Secure Autofill
WarnAudited by ClawScan on May 10, 2026.
Overview
Secure Autofill is coherent for 1Password login autofill, but it gives an agent high-impact credential-fill and login authority without clear per-site confirmation or vault scoping.
Only install this if you intentionally want OpenClaw to use 1Password-backed autofill. Before enabling it, restrict the 1Password token to the smallest needed vault/items, protect env files, keep vault tools off the global allowlist unless needed, and require a user confirmation for the website, item title, fields, OTP use, and submit action on each login.
Findings (3)
Artifact-based informational review of SKILL.md, metadata, install specs, static scan signals, and capability signals. ClawScan does not execute the skill or run runtime probes.
A mistaken page, field mapping, or credential choice could cause the agent to log into an unintended account or expose access to a website session.
The instructions let the agent fill secrets into a page, submit the login, and retry another candidate without a stated human confirmation gate for the target site or chosen vault item.
Login workflow (agent-driven): ... If credential field found: ... Call vault_fill with mapping ... Click submit button ... If error: Decide: retry_mode=simple or next_candidate
Require explicit user confirmation before every vault_fill and before clicking submit, including the site domain, 1Password item title, fields to fill, and whether OTP will be used.
If configured with a broad 1Password token, the agent may be able to use many saved credentials, not just one intended login.
The skill uses a 1Password service account token or vault integration to access credential items, but the provided metadata declares no primary credential, env var, or scoped permission boundary.
Typical keys: DISPLAY, WAYLAND_DISPLAY, OP_SERVICE_ACCOUNT_TOKEN ... vault_suggest — list 1Password items ... vault_fill — fill DOM fields with secrets
Use a least-privilege 1Password service account limited to specific vaults/items, declare the credential requirement clearly, and avoid enabling vault tools globally unless needed.
Running the setup commands changes system package sources and installs software on the machine.
The skill documents adding Google's apt repository and installing Chrome with sudo.

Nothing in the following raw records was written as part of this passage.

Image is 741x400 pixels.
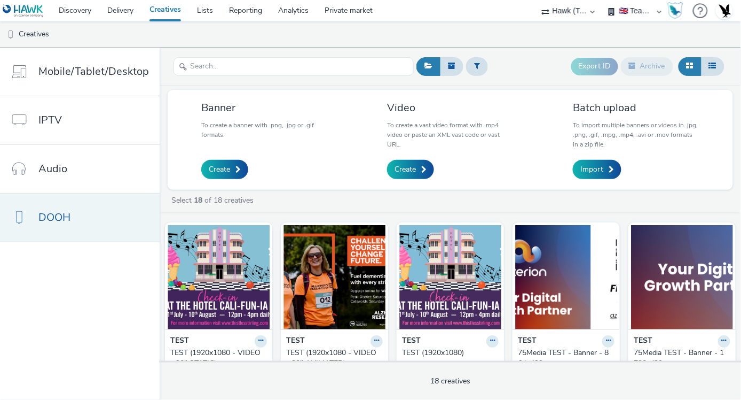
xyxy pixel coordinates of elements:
[38,209,71,225] span: DOOH
[679,57,702,75] button: Grid
[387,160,434,179] a: Create
[194,195,202,205] strong: 18
[286,347,379,369] div: TEST (1920x1080 - VIDEO - 20" ANIMATED)
[634,347,731,369] a: 75Media TEST - Banner - 1728x432
[515,225,618,329] img: 75Media TEST - Banner - 864x432 visual
[701,57,725,75] button: Table
[170,335,189,347] strong: TEST
[387,120,514,149] p: To create a vast video format with .mp4 video or paste an XML vast code or vast URL.
[286,335,305,347] strong: TEST
[717,3,733,19] img: Account UK
[518,347,615,369] a: 75Media TEST - Banner - 864x432
[38,112,62,128] span: IPTV
[402,347,499,358] a: TEST (1920x1080)
[631,225,733,329] img: 75Media TEST - Banner - 1728x432 visual
[518,335,537,347] strong: TEST
[38,161,67,176] span: Audio
[284,225,386,329] img: TEST (1920x1080 - VIDEO - 20" ANIMATED) visual
[201,100,328,115] h3: Banner
[431,376,471,386] span: 18 creatives
[668,2,688,19] a: Hawk Academy
[174,57,414,76] input: Search...
[634,347,726,369] div: 75Media TEST - Banner - 1728x432
[621,57,674,75] button: Archive
[668,2,684,19] img: Hawk Academy
[38,64,149,79] span: Mobile/Tablet/Desktop
[573,160,622,179] a: Import
[518,347,611,369] div: 75Media TEST - Banner - 864x432
[170,347,267,369] a: TEST (1920x1080 - VIDEO - 30" STATIC)
[573,100,700,115] h3: Batch upload
[170,347,263,369] div: TEST (1920x1080 - VIDEO - 30" STATIC)
[201,160,248,179] a: Create
[634,335,653,347] strong: TEST
[209,164,230,175] span: Create
[581,164,604,175] span: Import
[168,225,270,329] img: TEST (1920x1080 - VIDEO - 30" STATIC) visual
[572,58,619,75] button: Export ID
[402,335,421,347] strong: TEST
[387,100,514,115] h3: Video
[170,195,258,205] a: Select of 18 creatives
[395,164,416,175] span: Create
[400,225,502,329] img: TEST (1920x1080) visual
[402,347,495,358] div: TEST (1920x1080)
[286,347,383,369] a: TEST (1920x1080 - VIDEO - 20" ANIMATED)
[573,120,700,149] p: To import multiple banners or videos in .jpg, .png, .gif, .mpg, .mp4, .avi or .mov formats in a z...
[201,120,328,139] p: To create a banner with .png, .jpg or .gif formats.
[5,29,16,40] img: dooh
[3,4,44,18] img: undefined Logo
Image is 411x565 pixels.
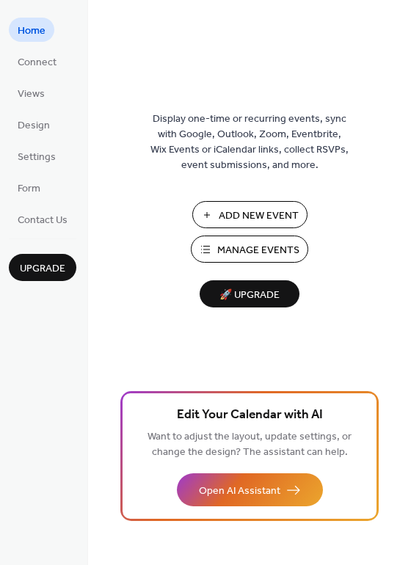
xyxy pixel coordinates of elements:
[18,213,68,228] span: Contact Us
[151,112,349,173] span: Display one-time or recurring events, sync with Google, Outlook, Zoom, Eventbrite, Wix Events or ...
[192,201,308,228] button: Add New Event
[177,405,323,426] span: Edit Your Calendar with AI
[219,209,299,224] span: Add New Event
[18,150,56,165] span: Settings
[18,181,40,197] span: Form
[177,474,323,507] button: Open AI Assistant
[148,427,352,463] span: Want to adjust the layout, update settings, or change the design? The assistant can help.
[199,484,280,499] span: Open AI Assistant
[9,207,76,231] a: Contact Us
[9,144,65,168] a: Settings
[18,118,50,134] span: Design
[9,18,54,42] a: Home
[9,254,76,281] button: Upgrade
[9,49,65,73] a: Connect
[209,286,291,305] span: 🚀 Upgrade
[9,175,49,200] a: Form
[18,87,45,102] span: Views
[20,261,65,277] span: Upgrade
[18,55,57,70] span: Connect
[9,81,54,105] a: Views
[200,280,300,308] button: 🚀 Upgrade
[217,243,300,258] span: Manage Events
[9,112,59,137] a: Design
[18,23,46,39] span: Home
[191,236,308,263] button: Manage Events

This is disclosed and aligned with non-headless browser use, but it is still a privileged external install step.
wget -qO- https://dl.google.com/linux/linux_signing_key.pub | sudo gpg --dearmor ... sudo apt update && sudo apt install -y google-chrome-stable
Review the commands before running them, verify the Google package source, and avoid running sudo setup steps through the agent unless you intend those system changes.